Shroud of the Avatar: Rivers!
Portalarium programmer Loren Hoffman has posted a new “developer update” entry to the Shroud of the Avatar website, in which he explains his work on rivers, and the systems that are used to generate and add them to the game’s overland map.
It gets a bit technical:
The first phase of adding rivers was getting the data graphed for where rivers flow. In our map system rivers follow the edges of tiles as opposed to roads which move through the middle. As you can see by the coloring we have two different river systems that empty out into the bay to the south. The graph was traversed from the ocean inwards to compute how far each segment is from the ocean and we darken them to represent this distance.

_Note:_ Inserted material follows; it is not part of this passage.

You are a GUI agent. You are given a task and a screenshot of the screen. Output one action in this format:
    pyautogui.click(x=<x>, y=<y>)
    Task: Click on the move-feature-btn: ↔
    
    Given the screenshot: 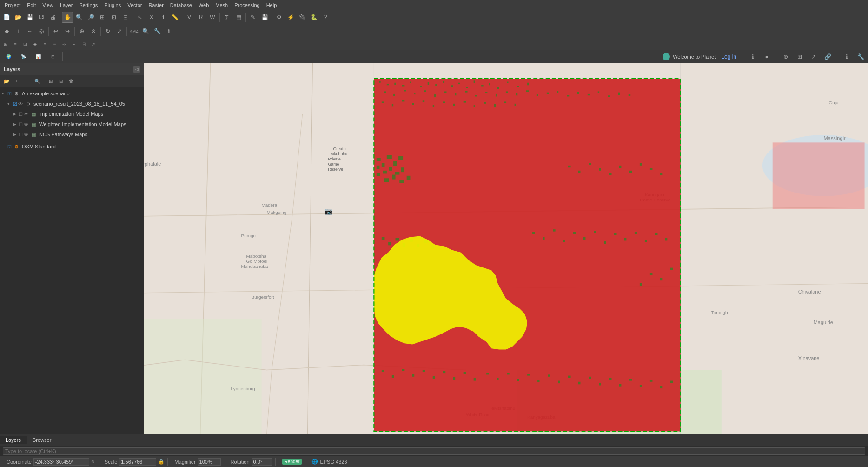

Okay, it gets very technical:
Now that the graphs are ready the next step was to create a system where the nodes of the river are slightly more smoothed out. I knew that eventually I would need to use some kind of spline to create the organic shape of the river so I needed to get a base set of control points to work with. At this stage you can see the control points splitting at branches and that they follow a smoothed path as opposed to the jagged structure of the hexes.
But he has included a number of screenshots in the entry, illustrating the progress and changes made at each step of the development process. It’s an interesting glimpse behind the curtain, and hopefully illustrative of the care and detail that Portalarium will pour into every system utilized in the Shroud of the Avatar games.
And, of course, we’ve added the images Hoffman has provided to our screenshots gallery.